In the context of rapid neoliberal reform, both anthropology as a discipline and the social and cultural phenomena it studies are undergoing profound changes. In this article we develop June Nash's concept of “peripheral vision” to show how peripheries, and the politics of “peripheralization”, can illuminate processes of neoliberalization and the implications that this has for anthropological knowledge production. We argue that anthropology is uniquely situated to examine the conceptual blind spots produced by capitalism. By recasting “peripheral vision” as an analytic concept and methodological tool, we show how cultivating our ethnographic sensibilities to identify and hone in on events and processes that lie beyond our immediate field of vision can provide a useful antidote to the seductive fantasies of contemporary capitalism.

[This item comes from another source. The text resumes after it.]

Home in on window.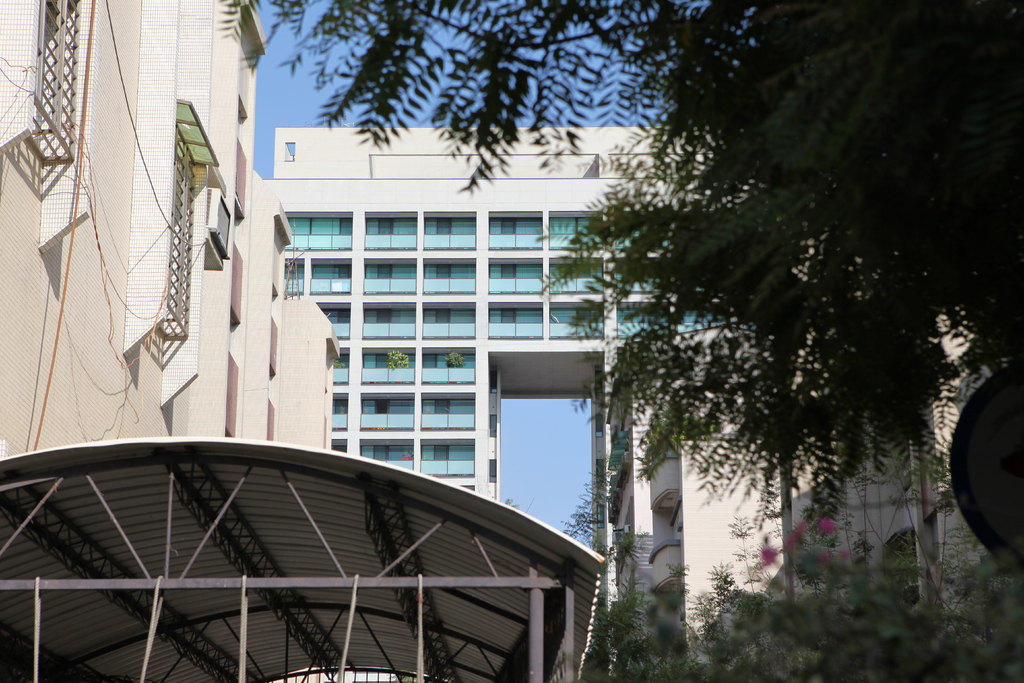
Homed in at box=[332, 347, 350, 384].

In doing so, we also suggest how this approach can help counter some of the increasing strictures on knowledge production and narrowing of the research imagination that neoliberal reforms impose.

Item Type:

Article

Identification Number (DOI):

https://doi.org/10.3167/fcl.2015.710104

Keywords:

anthropological methodology, global capitalism, knowledge production, neoliberalism, peripheral vision, research imagination

Departments, Centres and Research Units:

Anthropology

Dates:

DateEvent
1 March 2015Published

Item ID:

25815

Date Deposited:

15 Feb 2019 11:56

Last Modified:

15 Feb 2019 11:56

Peer Reviewed:

Yes, this version has been peer-reviewed.